Once this transactional structure truly takes shape, it will look completely different from existing payment rails. Neither party has a human identity; latency requirements are sub-second; transaction amounts can range from fractions of a cent to millions of dollars; and it will involve multi-party settlements, unlike the bilateral buyer-seller model default in current payment rails. When it does happen, we believe it will explode at incredible speed and scale.
This is the core long-term bet for dedicated settlement infrastructure, and the bet is real. But a "real long-term bet" is not the same as the "current market." We were among those who spent months declaring this market would arrive, building a full infrastructure stack around it over the past few years, including our distributed network. Theoretically, it can scale to over 1 billion TPS with sub-50 millisecond latency and an average consensus time of 10 milliseconds. But we have to come back to where the market is today.

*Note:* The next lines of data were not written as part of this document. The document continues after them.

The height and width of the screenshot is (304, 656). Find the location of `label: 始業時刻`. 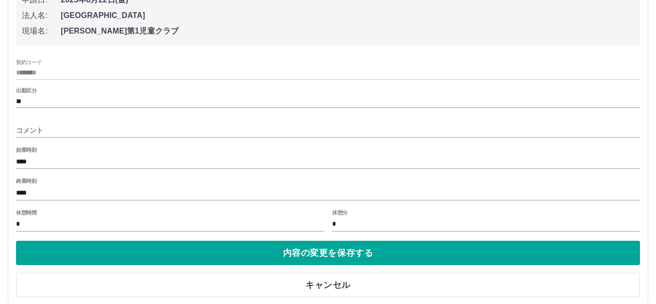

label: 始業時刻 is located at coordinates (26, 150).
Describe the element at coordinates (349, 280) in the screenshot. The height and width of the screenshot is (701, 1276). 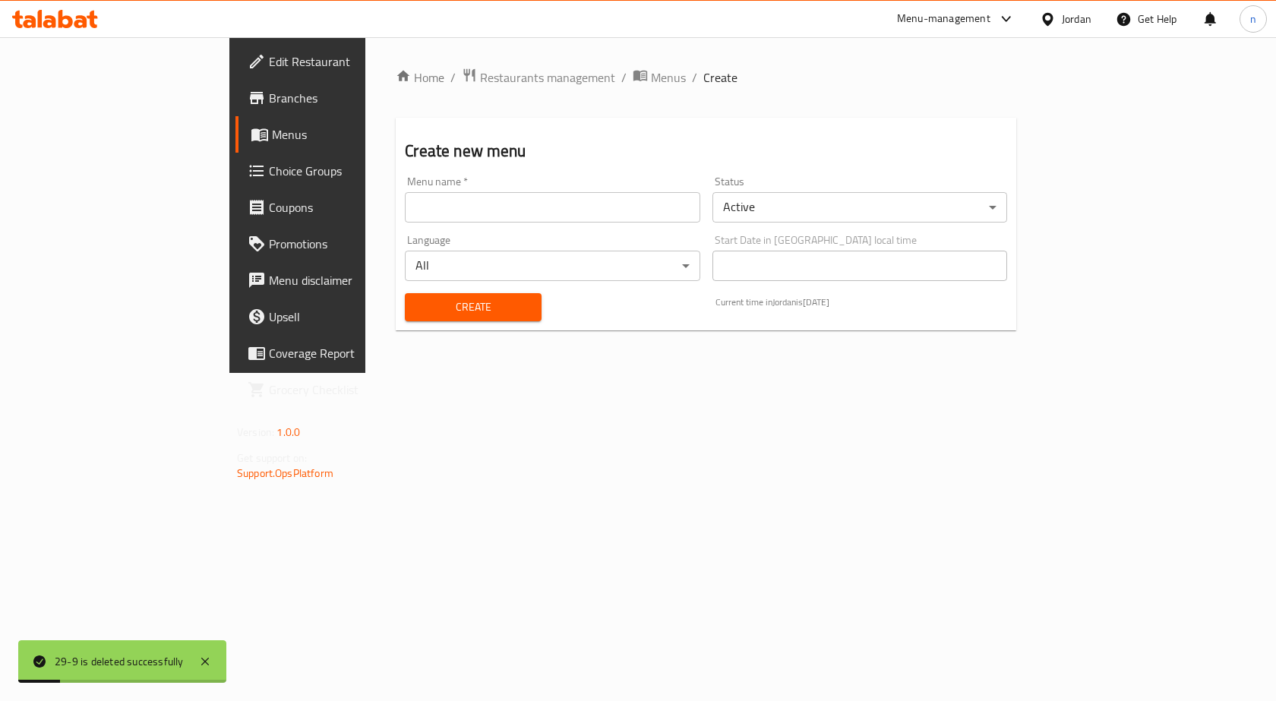
I see `span: Menu disclaimer` at that location.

What we learned from agentic finance
Arguably, this is the only category with existing genuine demand. The customers exist and are already paying. Fund managers, treasury teams, and DeFi users already spend money on financial tools. Integrating AI into existing workflows is a natural product path.
Agentic finance will also create entirely new behavior patterns. An agent capable of autonomously monitoring and rebalancing hundreds of positions in real-time operates in ways humans cannot manually replicate. There are real capability improvements here, not just automation.

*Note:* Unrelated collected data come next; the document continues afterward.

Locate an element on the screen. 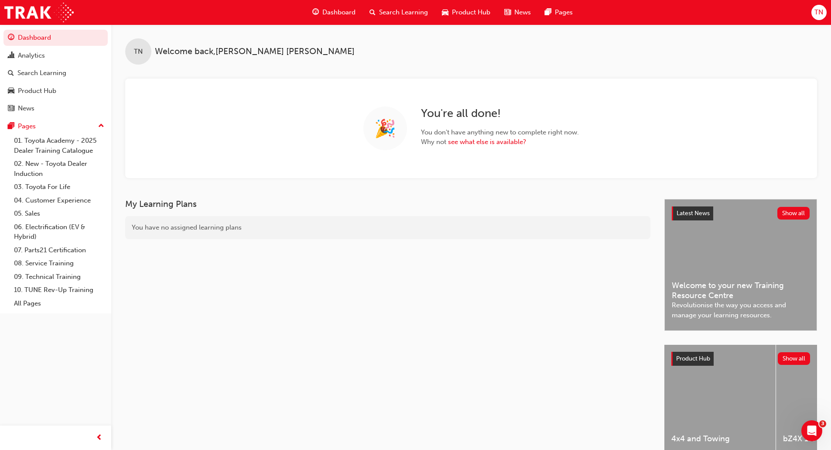 The image size is (831, 450). h2: You're all done! is located at coordinates (500, 113).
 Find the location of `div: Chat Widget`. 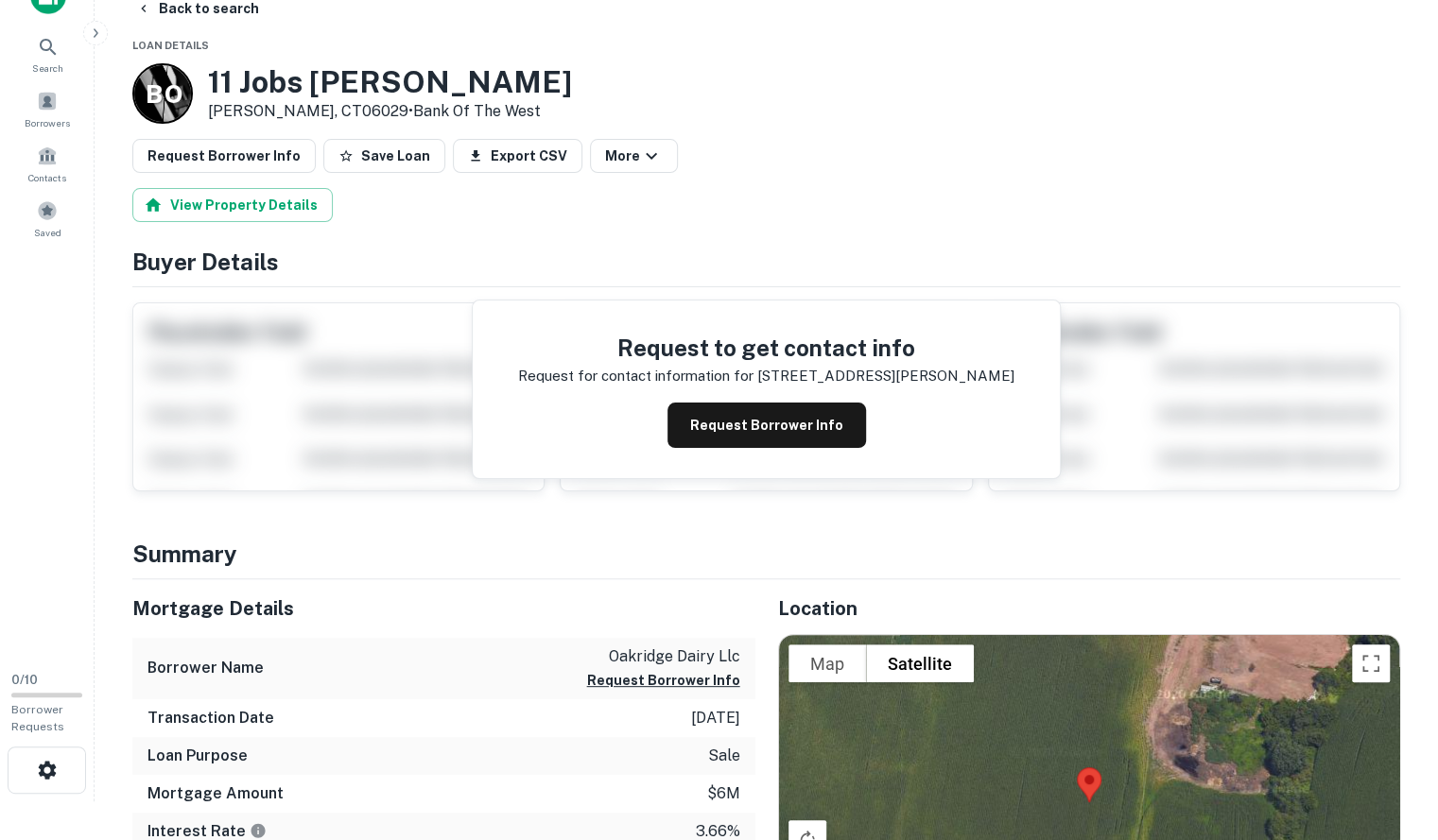

div: Chat Widget is located at coordinates (1391, 734).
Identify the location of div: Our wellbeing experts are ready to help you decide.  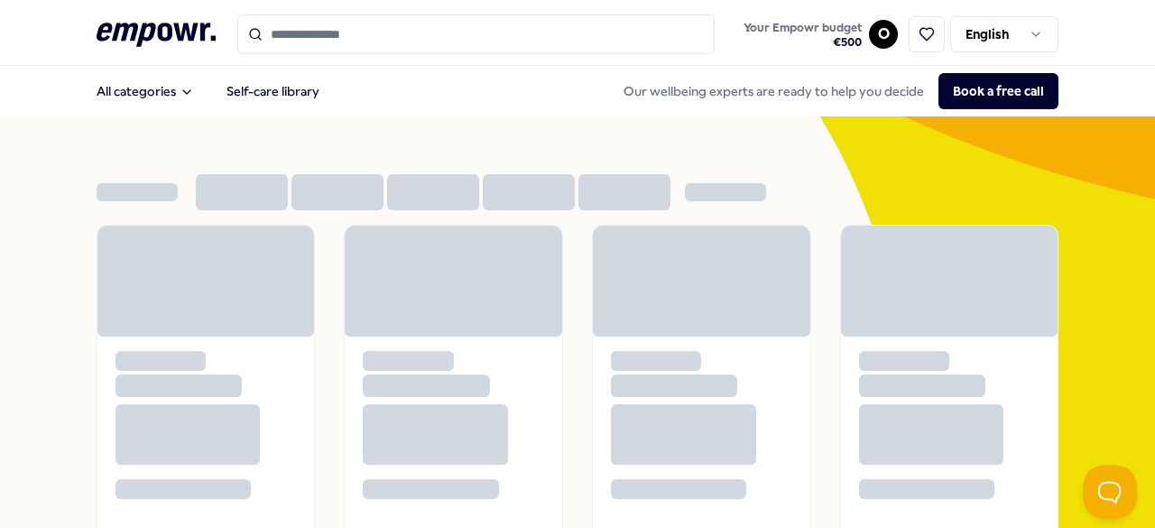
(833, 91).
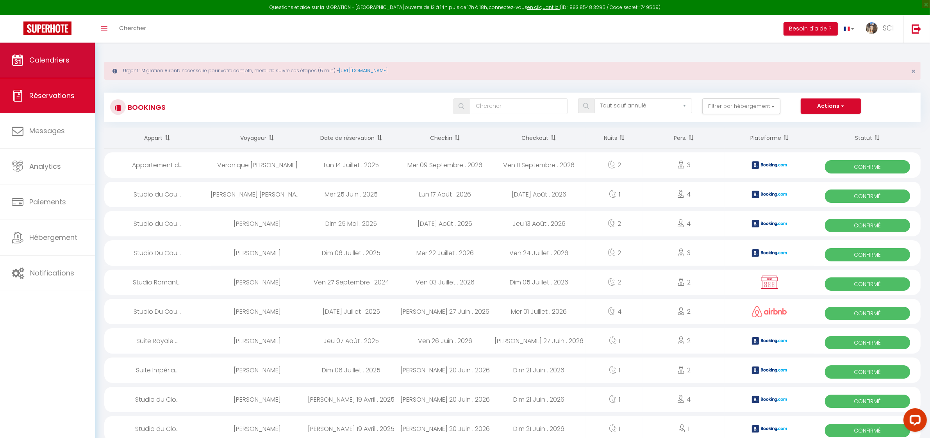  Describe the element at coordinates (513, 71) in the screenshot. I see `div: Urgent : Migration Airbnb nécessaire pour votre compte, merci de suivre ces étapes (5 min) -` at that location.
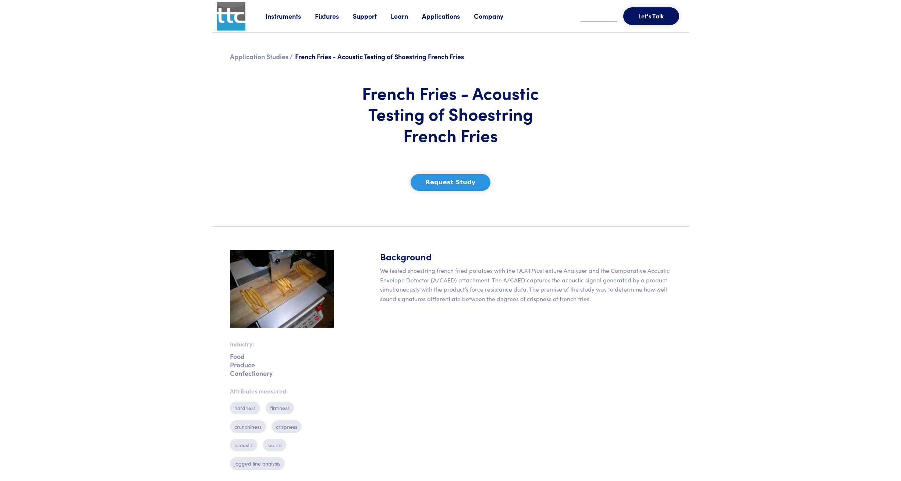  Describe the element at coordinates (406, 16) in the screenshot. I see `a: Learn` at that location.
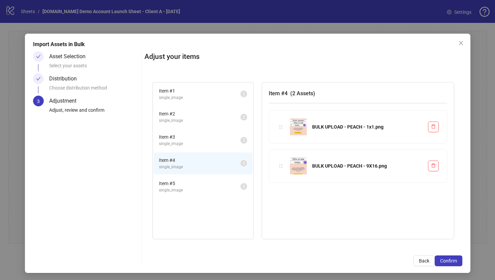 This screenshot has width=495, height=280. What do you see at coordinates (66, 79) in the screenshot?
I see `div: Distribution` at bounding box center [66, 79].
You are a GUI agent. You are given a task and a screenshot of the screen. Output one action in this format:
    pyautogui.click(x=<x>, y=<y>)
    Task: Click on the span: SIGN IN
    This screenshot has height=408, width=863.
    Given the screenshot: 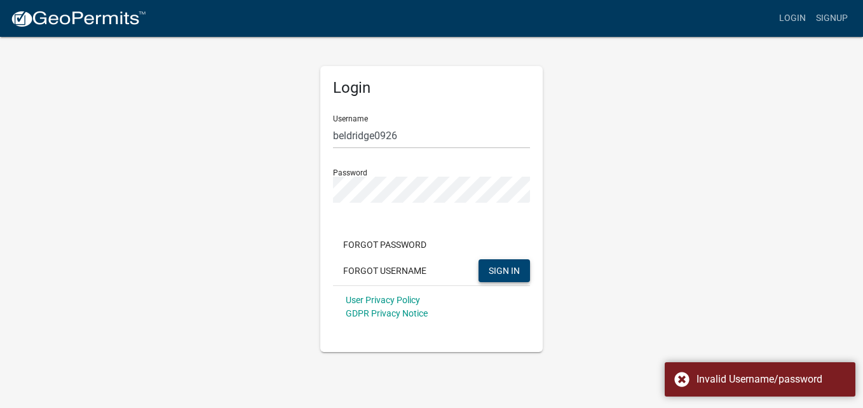 What is the action you would take?
    pyautogui.click(x=504, y=270)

The challenge lies in the competitive landscape. Finance is a highly regulated industry that relies on existing relationships. Incumbents have licenses, compliance infrastructure, and client relationships. Startups can enter via less regulated areas like DeFi, or look for areas where incumbents are slow to move, or where AI creates new capabilities the giants don't yet possess. Overall, however, the competitive dynamics in this category favor incumbents more than the previous three, because adding AI to an existing product and customer base is much easier than starting from AI and building out the product and customers.
An honest summary
So, why is everyone still doing this? Two reasons.

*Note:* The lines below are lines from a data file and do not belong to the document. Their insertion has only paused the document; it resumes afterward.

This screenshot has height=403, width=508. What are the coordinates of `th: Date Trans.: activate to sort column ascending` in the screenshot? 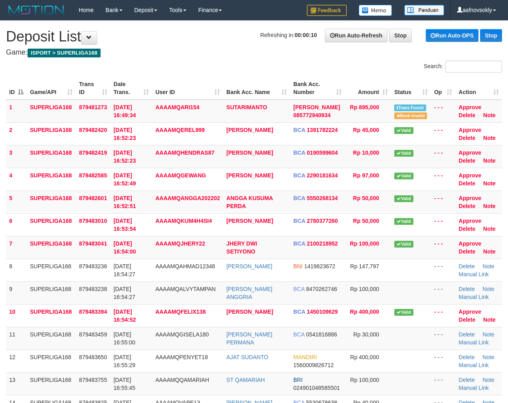 It's located at (131, 88).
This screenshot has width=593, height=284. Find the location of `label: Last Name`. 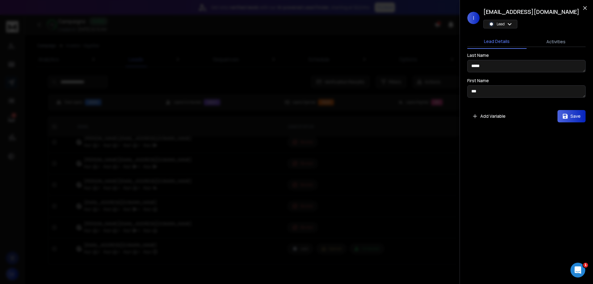

label: Last Name is located at coordinates (478, 55).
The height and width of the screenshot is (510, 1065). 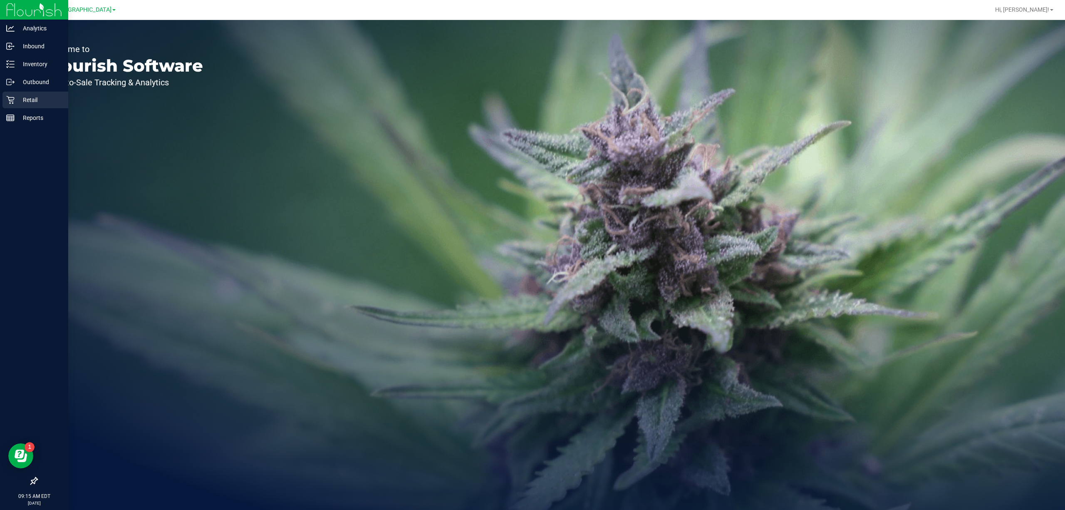 What do you see at coordinates (40, 82) in the screenshot?
I see `p: Outbound` at bounding box center [40, 82].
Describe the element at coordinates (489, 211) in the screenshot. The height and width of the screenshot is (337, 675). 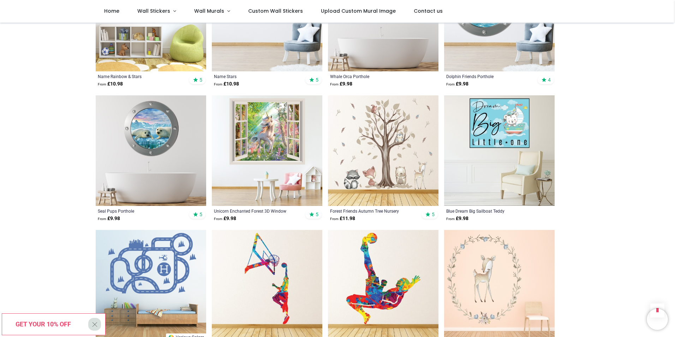
I see `div: Blue Dream Big Sailboat Teddy` at that location.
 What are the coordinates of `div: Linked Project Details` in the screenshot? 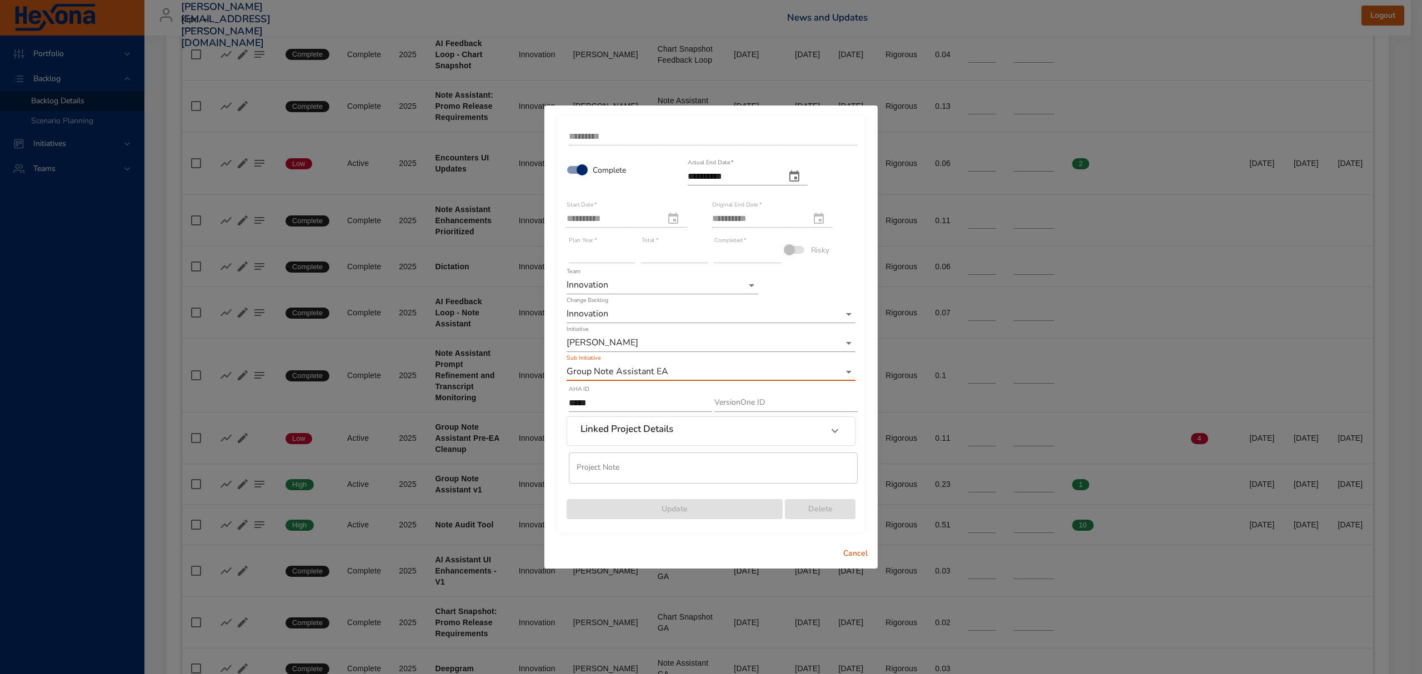 It's located at (711, 431).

First, incentives. Large companies have enough cash flow to bet on a future that may take years to materialize. For them, entering five years early is a rounding error; entering one year late could be catastrophic. So they have to do it.
Second, cognitive bias. When your business is payments, every problem looks like a payments problem. The agent economy needs a payment layer, so everyone builds a payment layer.
But payment is only part of a larger issue. The truly hard problem isn't moving money between agents, but how to coordinate work between agents and humans, how to verify that things are done, and how to settle outcomes. Payment is just a part of settlement. Settlement is just a part of coordination. And coordination is the real prize.
Large-scale coordination naturally generates a need for settlement mechanisms. Payments will become one instrument in this concerto, not the composition itself. The companies that truly solve coordination will eventually incorporate payments, rather than payment companies swallowing coordination.
Most existing giants are defensively building for a future of "machines trading at scale." For them, the timeline doesn't matter because they have near-infinite runways.
But startups don't have that luxury. We have to find where the market truly is right now. We can't just wait for the wave to arrive.
A year of building has led us in an unexpected direction. There is indeed activity there, growing fast, underserved. It exists outside the four categories we mapped out.